From the Organist & Choirmaster
On Friday at our Mass in observance of All Saints’ Day the parish choir will sing Harold Darke’s Communion Service in E ‘Collegium Regale.’ It is a beautiful setting of the texts of the ordinary of the Mass (the parts of the Mass that don’t change, the Kryie, Gloria in excelsis, Sanctus & Benedictus, and the Angus Dei).
Harold Edwin Darke was born in October 1888 in Highbury in North London. In 1903 he began at the Royal College of Music and was taught by great composers such as C.V. Stanford, Charles Wood, and Frank Bridge. His first position as organist came in 1904 at Stoke Presbyterian Church, he was only 16! During World War I, Darke served in the Royal Air Force. Upon coming back, he became organist at Saint Michael Cornell where he served for 50 years, except for a brief period in 1941 where he was placed at King’s College Cambridge to deputize for Boris Ord. He inaugurated the world’s longest running lunchtime organ recital series at Cornhill in 1916, it still runs today.
Darke is perhaps most famous for his 1909 setting of Christina Rossetti’s “In the Bleak Midwinter.” A poll of choral experts and choirmasters was conducted in 2008 voted “In the Bleak Midwinter” as the greatest Christmas carols of all time. Gustav Holst’s setting of the text was compared with Darke’s by Deputy Editor of BBC Music Magazine, Jeremy Pound, expressing, “While Gustav Holst’s charming setting of 1909 is widely loved by millions worldwide, it is the less well known but infinitely more stylish setting by Harold Darke from two years later that convincingly won the day in our poll.”

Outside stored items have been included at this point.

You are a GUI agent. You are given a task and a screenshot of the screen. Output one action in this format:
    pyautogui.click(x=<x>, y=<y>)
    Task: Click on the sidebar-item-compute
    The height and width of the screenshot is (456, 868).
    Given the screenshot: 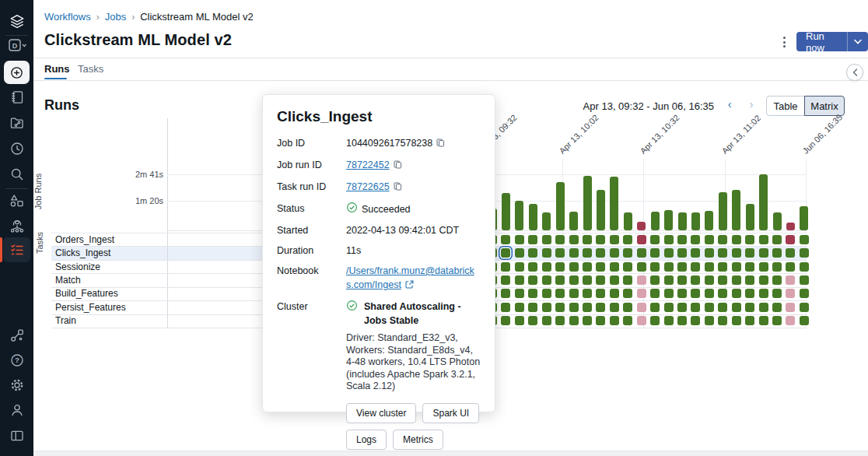 What is the action you would take?
    pyautogui.click(x=17, y=226)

He composed three Communion Services, in E minor, F, and A minor. The choir will sing the E minor, which has the subtitle “Collegium Regale,” which is a distinction that the piece is “For King’s College.” Darke composed this setting while he was at King’s College during World War II. I find it to be a brilliant adaption of the texts of the Communion service, beginning with a mysterious Kyrie then bursting into a magnificent Gloria which is almost conversational in the prayers of the text, with the different parts of the choir singing certain parts until coming together like the beginning at the end to proclaim “For thou only art holy, thou only art the Lord.” The Sanctus begins quietly with the upper and lower voices moving at different times on the text but coming together in the middle. The Benedictus begins with a tenor solo, introduces the choir at “Blessed is he the cometh,” to a unison “in the name of the Lord.” The organ enters with the choir and organ crescendoing at proclamations of “Hosanna!” finally leading to the grand Amen. The Agnus Dei begins in E minor with another solo leading to the choir’s response “have mercy upon us.” The second singing of “O Lamb of God” is sung by the sopranos, you can hear how this was written for the high voices of the boys’ at King’s. The last singing of the text is a cappella and feels vulnerable without the organ but it’s truly beautiful. The Angus ends in E major adding the g sharp in the tenor part at the word “peace.”
I hope you will join us Friday, Saturday, and Sunday for our liturgies of Allhallowtide.